Adapted from “Accept or Reject?” by Deepak Malhotra (professor, Harvard Business School), first published in the Negotiation newsletter.
Negotiators usually have strong feelings about fairness. Unfortunately, our fairness perceptions tend to be biased in a self-serving manner. Research has shown that, at the end of a negotiation, most people feel they were more cooperative than the other side, that they deserved more than they got, and that the other side made fewer concessions than they did.
Such distorted beliefs can lead to overly rigid bargaining positions and unrealistic demands. As talks drag on, a negotiator can become fixated on what he considers to be fair and, in the process, lose sight of his best alternative to a negotiated agreement, or BATNA.
In negotiation, it’s important to evaluate how much your fairness concerns are worth to you. Sometimes you may be willing to sacrifice money in the pursuit of fairness. But vague, self-serving notions about fairness can cloud your decision making.
Interestingly, our beliefs about fairness can also induce us to accept deals we should reject. A trip to the car dealership is a classic case. Suppose that, after test-driving a few different cars, Olivia decides that she wants to buy car X, which has a sticker price of $34,000. Her BATNA is to buy the cheaper, somewhat less appealing car Y from a different dealership. She conducts a simple analysis to come up with her reservation value, or the highest price she’ll accept $31,000:
At the dealership, Olivia haggles with the salesperson, who grudgingly lowers the price to $33,000. Not good enough, Olivia tells him with a friendly smile. After going off to “consult with the manager,” the salesperson tells Olivia that, with great difficulty, he has obtained approval to reduce the price by $750. After 20 more minutes of painstaking negotiation, Olivia secures an absolutely final, “we’re not even really allowed to do this” concession-an additional $250 reduction. The final offer, $32,000, is $2,000 below the sticker price. Should she take the car or run?
Regardless of whether the salesperson truly has gone as low as he can, the car costs $1,000 more than Olivia was willing to pay for it when she walked into the dealership. Yet for several reasons, she’s likely to feel pressured to accept the deal. First, because the salesperson made some concessions, Olivia may feel obliged to reciprocate. Second, by the end of a grueling negotiation, Olivia may well have forgotten all about her reservation value. Finally, the salesperson has appealed to Olivia’s sense of “fairness,” arguing that he’s given her a “steal” deal.
When a final offer does not meet your reservation value, none of these reasons is relevant to the decision of whether to walk away. If your BATNA analysis hasn’t changed, your reservation value shouldn’t either.
This analysis probably works pretty well for buying a car, because in that situation it is relatively easy to walk away from any negotiation and find just as good or a better deal elsewhere. Which means people probably do make too many mistakes in the other direction, by accepting a salesman’s offer. In settling lawsuits, however, the alternative of rejecting the other side’s offer is usually fraught with much greater uncertainty, and it is the parties’ analysis of their reservation values that is usually flawed and must be overcome. In other words, most cases settle in a zone outside both parties’ reservation numbers, and that is because people walking into the negotiation generally have not properly evaluated their BATNA.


**INSTRUCTIONS TO FOLLOW**
Your answer should hold only the lines from the one containing "is (412, 912)." through the last line below, copied exactly; pictures stay out.
++++ ENTRIES PROVIDED
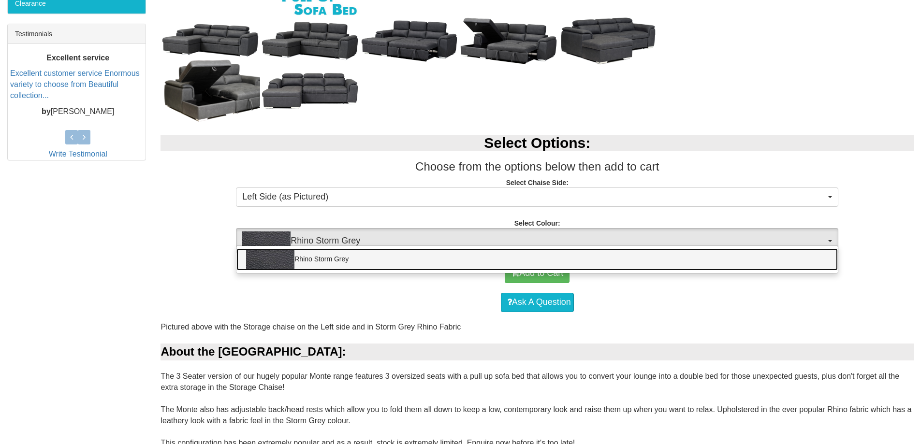 This screenshot has width=921, height=444. What do you see at coordinates (537, 143) in the screenshot?
I see `b: Select Options:` at bounding box center [537, 143].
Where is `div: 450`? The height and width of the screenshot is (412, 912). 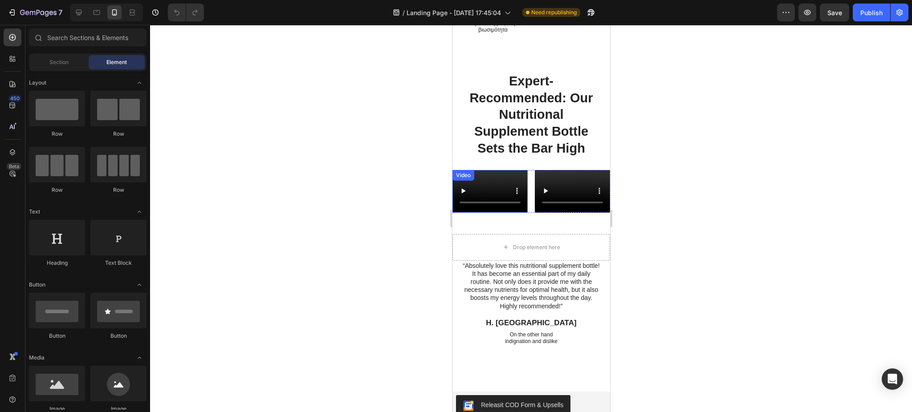
div: 450 is located at coordinates (15, 98).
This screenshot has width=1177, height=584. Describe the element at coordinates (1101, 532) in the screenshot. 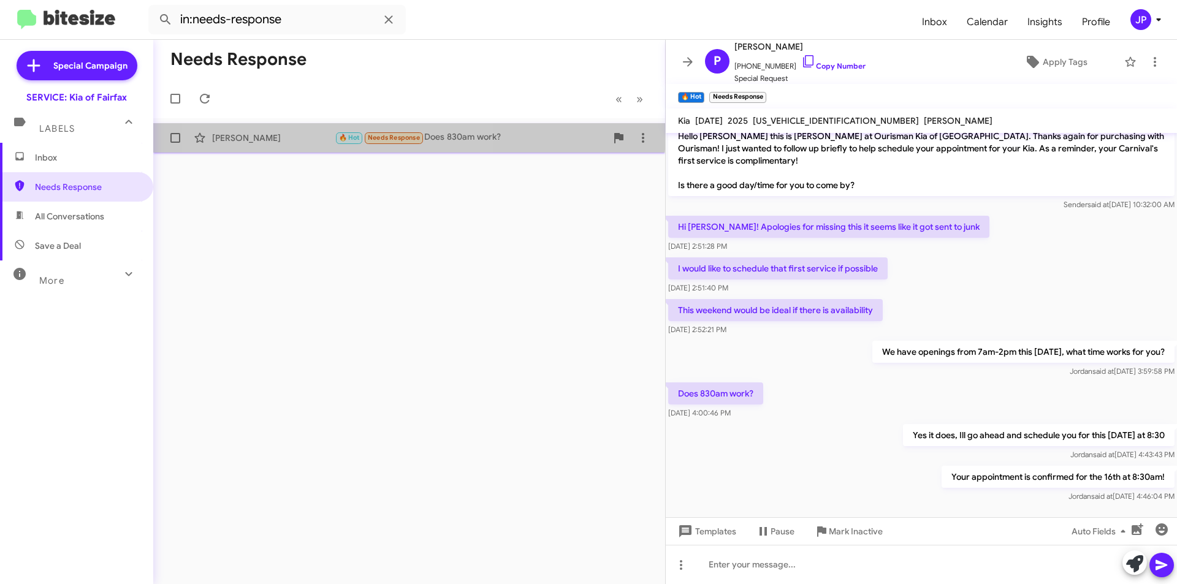

I see `span: Auto Fields` at that location.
++++++++
**WRITTEN RESPONSE**
Where is `div: 450`? The height and width of the screenshot is (412, 912). 
div: 450 is located at coordinates (15, 98).
This screenshot has width=1177, height=584. Describe the element at coordinates (1101, 532) in the screenshot. 

I see `span: Auto Fields` at that location.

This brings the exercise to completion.